You Can’t Always Avoid Complexity: Why Better Leadership Is the Answer

When a homeowner wishes to add new features to their property, these often come with associated maintenance tasks or costs. Such hidden features are tacked onto upfront expenses paid and must be part of the overall consideration.

Sometimes, we can find creative ways to simplify maintenance. For instance, a swimming pool using a CO2-based system for pH balance is hassle-free compared to one that uses chemicals.

Businesses operate similarly, but at a far greater scale and with a stronger incentive to grow. If you’re thriving, you want to reinvest profits. This usually means adding new features, each with a hidden cost of complexity.

Hiring more people creates the need to train them and immerse them in your culture. New technology can improve efficiency, but someone must learn how to operate the system. Finding cost-effective suppliers means getting comfortable working with third parties from all over the world.

How does a business strive to manage this ever-increasing picture of complications?

Avoidance

Not all businesses view growth as something that’s unequivocally positive or beneficial. They see that part of growth must entail new processes or dimensions solely to manage the organization’s increasingly convoluted inner workings.

By seeking to avoid growth, a company might intentionally remain small. This could be aligned with a vision: to serve the local community, for instance, or to function as the owner’s lifestyle business.

Staying small might not entail the trade-offs you’d expect. In the modern world of global networks and instant information, big and small companies’ competitive gaps can be narrow or even non-existent in some aspects.

In these scenarios, avoidance can work. But there will still be occasions when a small business struggles to compete against the economies of scale achieved by larger competitors. In the event of a crisis, the ability to draw upon greater resources provided by growth can make a difference in terms of survival prospects.

Scaling

employees brainstorming

The reason growth and complexity go hand-in-hand is the additive nature of this process. When an organization grows, it does so by adding elements to gain access to more resources.

Each element in an organization has the potential to interact with another. Machines require operators, who require training and managers. In turn, these may require other forms of specialist support, such as coaches or data analysts.

All those potential interactions among various elements are what creates network density and complexity. And this unfolds exponentially. Companies often organize themselves along lines that limit potential interactions, through hierarchies, for instance.

Some businesses find another way to deal with this issue by separating growth from scale. Without adding new elements, they instead seek to refine and improve their processes to expand product or service offerings, gain access to new markets, or reach wider audiences.

However, scaling is not always a readily available option. Some companies might not have naturally scalable processes, a startup culture, or exist in an industry that’s favorable to this variation of growth.

Leadership

There’s an emerging line of thinking that holds that our management practices are largely outdated. Leadership models in organizations are still rooted in the Industrial Age paradigm of top-down, bureaucratic hierarchies. Meanwhile, we’ve collectively shifted from physical production to a knowledge economy.

According to the new framework of Complexity Leadership Theory, we urgently need to adapt our leadership strategy and practices. Doing so will better allow a business to flourish despite adding new elements and layers of complexity.

In the process, you can also thrive by harnessing the upsides of potential complex interactions. These include dynamic learning, greater adaptability, and fostering innovation within your organization.

To lead according to this framework, you need to map your organization like a neural network. This will help you understand the interactions and interdependencies among agents.

By identifying which people exert a strong influence on others, you can begin to leverage those elements to pull others in the desired direction. Enabling key members within your organization to operate autonomously will improve response times and limit your personal burden.

Such leadership is difficult, partly because it’s an entirely new way of managing organizations and requires you to embrace complexity.

Yet if recent years are any indication, moving forward can only bring more complexity. Businesses will steadily become rooted even further in the knowledge economy. Maybe you can avoid some complications or find ways to scale, but even so, developing complexity leadership can only help you in years to come.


**ASSIGNED TASK:**
Print the data below verbatim, minus images.

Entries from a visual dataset
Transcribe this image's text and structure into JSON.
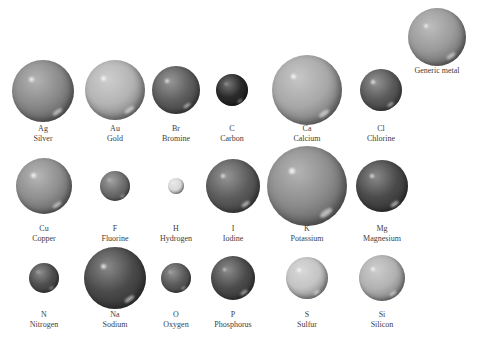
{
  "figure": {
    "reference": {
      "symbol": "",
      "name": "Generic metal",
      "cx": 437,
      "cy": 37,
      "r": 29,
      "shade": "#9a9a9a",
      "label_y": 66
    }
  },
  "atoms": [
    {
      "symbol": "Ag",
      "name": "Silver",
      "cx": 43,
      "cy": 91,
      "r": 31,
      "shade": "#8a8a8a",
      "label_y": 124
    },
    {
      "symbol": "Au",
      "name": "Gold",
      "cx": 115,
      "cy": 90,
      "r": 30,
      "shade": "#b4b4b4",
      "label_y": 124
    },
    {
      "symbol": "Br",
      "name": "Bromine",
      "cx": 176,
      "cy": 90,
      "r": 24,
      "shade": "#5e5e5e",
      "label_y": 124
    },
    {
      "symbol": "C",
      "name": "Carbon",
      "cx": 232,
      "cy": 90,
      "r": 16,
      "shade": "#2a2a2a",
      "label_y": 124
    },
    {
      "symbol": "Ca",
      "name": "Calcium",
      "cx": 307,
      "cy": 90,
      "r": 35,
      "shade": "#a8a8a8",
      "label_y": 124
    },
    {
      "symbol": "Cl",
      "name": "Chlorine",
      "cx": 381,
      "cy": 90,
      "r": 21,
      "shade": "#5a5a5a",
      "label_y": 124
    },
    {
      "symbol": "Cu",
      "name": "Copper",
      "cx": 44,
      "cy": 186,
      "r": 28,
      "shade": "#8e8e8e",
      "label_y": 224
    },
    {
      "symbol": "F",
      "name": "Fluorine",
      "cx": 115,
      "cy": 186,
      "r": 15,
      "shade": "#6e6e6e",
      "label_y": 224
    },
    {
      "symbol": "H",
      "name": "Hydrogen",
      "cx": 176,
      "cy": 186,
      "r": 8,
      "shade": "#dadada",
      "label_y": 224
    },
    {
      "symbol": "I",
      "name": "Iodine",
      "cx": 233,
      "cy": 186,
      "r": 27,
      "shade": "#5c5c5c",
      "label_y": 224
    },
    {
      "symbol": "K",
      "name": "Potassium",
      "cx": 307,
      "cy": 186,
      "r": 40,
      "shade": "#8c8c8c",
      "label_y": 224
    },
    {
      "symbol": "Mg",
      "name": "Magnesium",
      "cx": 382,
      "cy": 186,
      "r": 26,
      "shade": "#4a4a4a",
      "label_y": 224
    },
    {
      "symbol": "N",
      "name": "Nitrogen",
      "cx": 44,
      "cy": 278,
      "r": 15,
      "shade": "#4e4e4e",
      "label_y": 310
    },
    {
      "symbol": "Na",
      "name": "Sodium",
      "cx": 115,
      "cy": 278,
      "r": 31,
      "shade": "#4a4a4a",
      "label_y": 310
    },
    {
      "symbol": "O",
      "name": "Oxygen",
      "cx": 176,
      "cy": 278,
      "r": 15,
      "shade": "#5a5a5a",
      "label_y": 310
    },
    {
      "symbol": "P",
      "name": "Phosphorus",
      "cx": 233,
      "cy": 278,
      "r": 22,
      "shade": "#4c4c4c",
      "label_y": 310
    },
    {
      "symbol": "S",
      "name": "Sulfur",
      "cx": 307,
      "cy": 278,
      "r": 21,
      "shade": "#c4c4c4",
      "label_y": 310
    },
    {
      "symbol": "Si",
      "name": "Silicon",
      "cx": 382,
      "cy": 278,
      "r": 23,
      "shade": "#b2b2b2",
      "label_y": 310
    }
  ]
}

**EXPECTED ANSWER:**
Transcribe this image's text and structure into JSON.
{
  "figure": {
    "reference": {
      "symbol": "",
      "name": "Generic metal",
      "cx": 437,
      "cy": 37,
      "r": 29,
      "shade": "#9a9a9a",
      "label_y": 66
    }
  },
  "atoms": [
    {
      "symbol": "Ag",
      "name": "Silver",
      "cx": 43,
      "cy": 91,
      "r": 31,
      "shade": "#8a8a8a",
      "label_y": 124
    },
    {
      "symbol": "Au",
      "name": "Gold",
      "cx": 115,
      "cy": 90,
      "r": 30,
      "shade": "#b4b4b4",
      "label_y": 124
    },
    {
      "symbol": "Br",
      "name": "Bromine",
      "cx": 176,
      "cy": 90,
      "r": 24,
      "shade": "#5e5e5e",
      "label_y": 124
    },
    {
      "symbol": "C",
      "name": "Carbon",
      "cx": 232,
      "cy": 90,
      "r": 16,
      "shade": "#2a2a2a",
      "label_y": 124
    },
    {
      "symbol": "Ca",
      "name": "Calcium",
      "cx": 307,
      "cy": 90,
      "r": 35,
      "shade": "#a8a8a8",
      "label_y": 124
    },
    {
      "symbol": "Cl",
      "name": "Chlorine",
      "cx": 381,
      "cy": 90,
      "r": 21,
      "shade": "#5a5a5a",
      "label_y": 124
    },
    {
      "symbol": "Cu",
      "name": "Copper",
      "cx": 44,
      "cy": 186,
      "r": 28,
      "shade": "#8e8e8e",
      "label_y": 224
    },
    {
      "symbol": "F",
      "name": "Fluorine",
      "cx": 115,
      "cy": 186,
      "r": 15,
      "shade": "#6e6e6e",
      "label_y": 224
    },
    {
      "symbol": "H",
      "name": "Hydrogen",
      "cx": 176,
      "cy": 186,
      "r": 8,
      "shade": "#dadada",
      "label_y": 224
    },
    {
      "symbol": "I",
      "name": "Iodine",
      "cx": 233,
      "cy": 186,
      "r": 27,
      "shade": "#5c5c5c",
      "label_y": 224
    },
    {
      "symbol": "K",
      "name": "Potassium",
      "cx": 307,
      "cy": 186,
      "r": 40,
      "shade": "#8c8c8c",
      "label_y": 224
    },
    {
      "symbol": "Mg",
      "name": "Magnesium",
      "cx": 382,
      "cy": 186,
      "r": 26,
      "shade": "#4a4a4a",
      "label_y": 224
    },
    {
      "symbol": "N",
      "name": "Nitrogen",
      "cx": 44,
      "cy": 278,
      "r": 15,
      "shade": "#4e4e4e",
      "label_y": 310
    },
    {
      "symbol": "Na",
      "name": "Sodium",
      "cx": 115,
      "cy": 278,
      "r": 31,
      "shade": "#4a4a4a",
      "label_y": 310
    },
    {
      "symbol": "O",
      "name": "Oxygen",
      "cx": 176,
      "cy": 278,
      "r": 15,
      "shade": "#5a5a5a",
      "label_y": 310
    },
    {
      "symbol": "P",
      "name": "Phosphorus",
      "cx": 233,
      "cy": 278,
      "r": 22,
      "shade": "#4c4c4c",
      "label_y": 310
    },
    {
      "symbol": "S",
      "name": "Sulfur",
      "cx": 307,
      "cy": 278,
      "r": 21,
      "shade": "#c4c4c4",
      "label_y": 310
    },
    {
      "symbol": "Si",
      "name": "Silicon",
      "cx": 382,
      "cy": 278,
      "r": 23,
      "shade": "#b2b2b2",
      "label_y": 310
    }
  ]
}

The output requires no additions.